Subscribe to
Posts
Comments
NSLog(); Header Image

State of the Mac Pro

My Mac Pro is getting older. It's a 2 x 3 GHz Dual-Core Xeon with 13 GB of RAM. I've got four 1 TB SATA disks inside. It's hooked up to an older 23" Cinema Display and is on its second video card. The top SuperDrive (I have two) sticks sometimes when you eject the tray.

Apple's Mac Pro line has languished for quite some time without an update. 461 days, apparently.

This article at MacNN and this one at TUAW suggest that the Mac Pro line may vanish soon.

I think that'd be a mistake. I also think that the current lineup of Mac Pros is overpriced, particularly when you consider that a base model iMac costs as little as $1199 and includes a display. And Thunderbolt.

The comments on the linked articles say what I would say, too: the high-end desktop is a niche, but it's an important niche. It's the computer developers and creatives use to make the content that people consume on their iPhones, iPads, and laptops.

I've got four hard drives and an attached Drobo. I have a fair amount of content, and I appreciate being able to keep it on drives separate from my main disk.

I'd like my next computer to be a Mac Pro, but it's stupid to buy now and the rumors are either that the Mac Pro line is going away or not getting an update until the first part of 2012. Ouch.

An iMac will be more likely - but that doesn't solve the question of what I'll do with my other drives.

Until then, I wait, fingers crossed, knocking on wood.

One Response to "State of the Mac Pro"

  1. The "what to do about your other hard drives" question is one I've come up gainst recently, and I see two solutions:

    1. Buy a machine that can handle the number of drives, and use NFS/AFP/iSCSI to pretend it's a local drive

    2. Use thunderbolt to connect something like the promise pegasus boxes (there's a 4 and 6-drive version with 1/2TB drives from apple.com)

    I ended up going with #1 - using an HP micro server I was able to build a 12TB zfs raid for about AU$960 (~USD$900 at the time) with 4x3TB drives + 8GB of ram. I'm happy with gigabit for now between it and my Mac mini/iMac/Air (the devices that talk to it directly). It can saturate the gigabit link, so if that becomes an issue a combination of a 10GigE card for the micro server & a thunderbolt 10GigE adapter could get it faster, and still likely cheaper than the pegasus boxes all up. But it is more complicated than just attached drives locally of course.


**WORK ITEM**. Line count for "point": give the number of lines in the records below that hold it, and nothing else.

(DATA FOR REVIEW)

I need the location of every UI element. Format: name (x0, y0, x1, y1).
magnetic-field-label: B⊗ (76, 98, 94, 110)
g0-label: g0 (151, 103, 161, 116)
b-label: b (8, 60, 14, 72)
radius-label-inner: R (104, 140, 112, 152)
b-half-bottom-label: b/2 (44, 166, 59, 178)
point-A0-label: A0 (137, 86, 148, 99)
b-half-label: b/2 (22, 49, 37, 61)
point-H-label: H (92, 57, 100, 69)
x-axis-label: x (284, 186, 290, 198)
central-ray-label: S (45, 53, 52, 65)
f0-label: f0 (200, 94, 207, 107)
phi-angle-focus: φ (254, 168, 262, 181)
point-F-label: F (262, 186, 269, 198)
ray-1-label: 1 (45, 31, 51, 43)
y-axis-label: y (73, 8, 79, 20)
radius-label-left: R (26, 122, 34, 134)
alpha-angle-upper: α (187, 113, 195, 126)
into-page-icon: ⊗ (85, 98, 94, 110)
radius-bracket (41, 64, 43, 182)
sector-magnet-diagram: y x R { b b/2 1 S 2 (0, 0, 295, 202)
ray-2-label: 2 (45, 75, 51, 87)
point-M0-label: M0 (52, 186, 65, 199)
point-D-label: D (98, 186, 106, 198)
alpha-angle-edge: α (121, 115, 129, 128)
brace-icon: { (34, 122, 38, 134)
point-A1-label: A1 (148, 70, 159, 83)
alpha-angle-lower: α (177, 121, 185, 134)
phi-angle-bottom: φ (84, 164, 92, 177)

(End DATA FOR REVIEW)

**YOUR RESPONSE**. 6